SHREVEPORT – Name changes. Relocation – both forced and voluntary – seeking a more favorable political environment to exist.
The historical perspective that Four Winds Cherokee Chief Two Feathers and United Houma Nation Chief Lora Ann Chaisson shared Monday highlighted the personal effect of the sweeping narrative taught in schools about the interaction between Native Americans and Europeans in North America.
The LSUS Office for Diversity, Inclusion and Community Engagement organized the event and the Noel Herring Endowed Chair sponsored the event to celebrate November being Native American Heritage Month.
Chief Two Feathers, who heads the Four Winds Cherokee tribe of about 4,500 in western and central Louisiana, said his ancestors arrived in the area in a train of 40 or 50 wagons in the late 1700s.
“We were coming from the Carolinas in 1795,” Chief Two Feathers said. “In the territory that the French and Spanish owned, Indians had more basic rights in the Catholic areas than the mostly Protestant area we were leaving.
“Our wagons settled in No Man’s Land in western Louisiana that no one country controlled at that time.”
The more lenient laws of what is now Louisiana didn’t last, and Chief Two Feathers said Native Americans regularly changed their last names or did other things to hide their identities because of legal, social and cultural intolerance.
“We have a lot of Goins here, well that last name was originally Gaines,” said Chief Two Feathers, who brought an array of items crafted by his tribe, including war clubs, moccasins and gourds. “Indians would also add ‘Mc’ or ‘Mac’ to their last names to appear Irish.
“You didn’t want to be Indian around 1900 in Louisiana.”

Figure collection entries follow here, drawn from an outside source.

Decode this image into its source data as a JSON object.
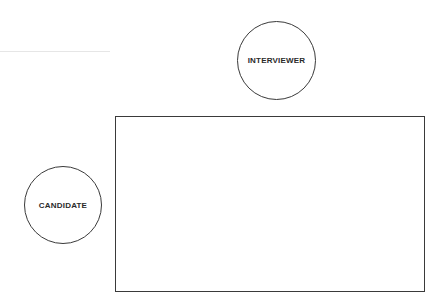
{
  "diagram": {
    "interviewer": {
      "label": "INTERVIEWER"
    },
    "candidate": {
      "label": "CANDIDATE"
    },
    "table": {
      "label": ""
    }
  }
}
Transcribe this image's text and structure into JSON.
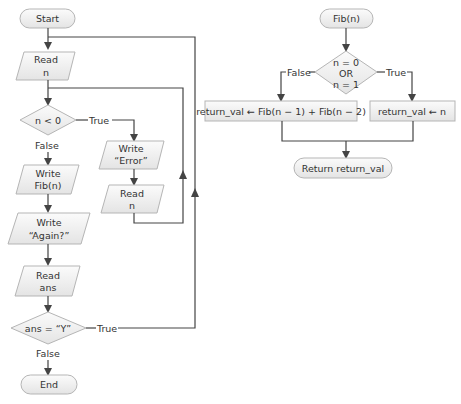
{
  "top_caption": "…e program … the … pseudocode … the … Fib(n) … flowchart …",
  "main_flow": {
    "start": "Start",
    "read_n": [
      "Read",
      "n"
    ],
    "cond_n": "n < 0",
    "cond_n_true": "True",
    "cond_n_false": "False",
    "write_error": [
      "Write",
      "“Error”"
    ],
    "read_n2": [
      "Read",
      "n"
    ],
    "write_fib": [
      "Write",
      "Fib(n)"
    ],
    "write_again": [
      "Write",
      "“Again?”"
    ],
    "read_ans": [
      "Read",
      "ans"
    ],
    "cond_ans": "ans = “Y”",
    "cond_ans_true": "True",
    "cond_ans_false": "False",
    "end": "End"
  },
  "fib_flow": {
    "start": "Fib(n)",
    "cond": [
      "n = 0",
      "OR",
      "n = 1"
    ],
    "cond_false": "False",
    "cond_true": "True",
    "recursive": "return_val ← Fib(n − 1) + Fib(n − 2)",
    "base": "return_val ← n",
    "return": "Return return_val"
  }
}
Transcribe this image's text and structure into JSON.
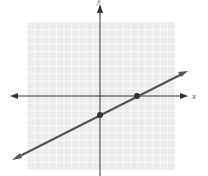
{
  "chart_data": {
    "type": "line",
    "title": "",
    "xlabel": "x",
    "ylabel": "y",
    "xlim": [
      -10,
      10
    ],
    "ylim": [
      -10,
      10
    ],
    "grid": true,
    "legend": null,
    "series": [
      {
        "name": "line",
        "points": [
          [
            0,
            -2.5
          ],
          [
            5,
            0
          ]
        ],
        "slope": 0.5,
        "intercept": -2.5,
        "arrows_both_ends": true
      }
    ],
    "marked_points": [
      [
        0,
        -2.5
      ],
      [
        5,
        0
      ]
    ]
  },
  "labels": {
    "x_axis": "x",
    "y_axis": "y"
  },
  "colors": {
    "grid_bg": "#ededed",
    "grid_line": "#ffffff",
    "axis": "#333333",
    "line": "#555555",
    "point": "#333333"
  }
}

For the Houma, they were pushed off their traditional homeland around the Baton Rouge area and headed south into the bayous of Terrebonne and Lafourche parishes and fanned out all along the Gulf of Mexico.
The tribe hunted and fished these areas traditionally, but it was tougher to make a living in the bayous and marshes instead of on the banks of the Red and Mississippi rivers.
“Congo Square in New Orleans started as Houma sacred ground where we would celebrate the annual corn harvest, and we still conduct ceremonies there,” Chaisson said. “The French Market started as a Houma trading post.
“I’m a fourth-generation basket weaver, and there are some of my families’ cypress baskets that are in the Smithsonian (National Museum of American History). We are tied to this land.”
But historical disadvantages didn’t just remain history.
Chaisson explains that her people can’t weave cypress baskets anymore because the intrusion of salt water has made the cypress unharvestable.
The loss of Louisiana land to coastal erosion in addition to more powerful hurricanes has complicated life in the state’s most southern reaches.
“My kids used to hunt deer in our backyard,” said Chaisson, who is 58. “Now they fish.”
Chaisson said the recovery from these storms isn’t equally shared among Louisiana residents.
One island in southern Terrebonne Parish used to house roughly 700 families.
Failure to repair and fortify the main road as well as rebuilding the gas line to the community are some of the reasons that the majority of families have left the area.
Now that the new owners of these properties have built fishing camps on that land, Chaisson said the state has invested millions to strengthen the infrastructure.
“We’re fighting so that our babies don’t have to fight these fights,” Chaisson said.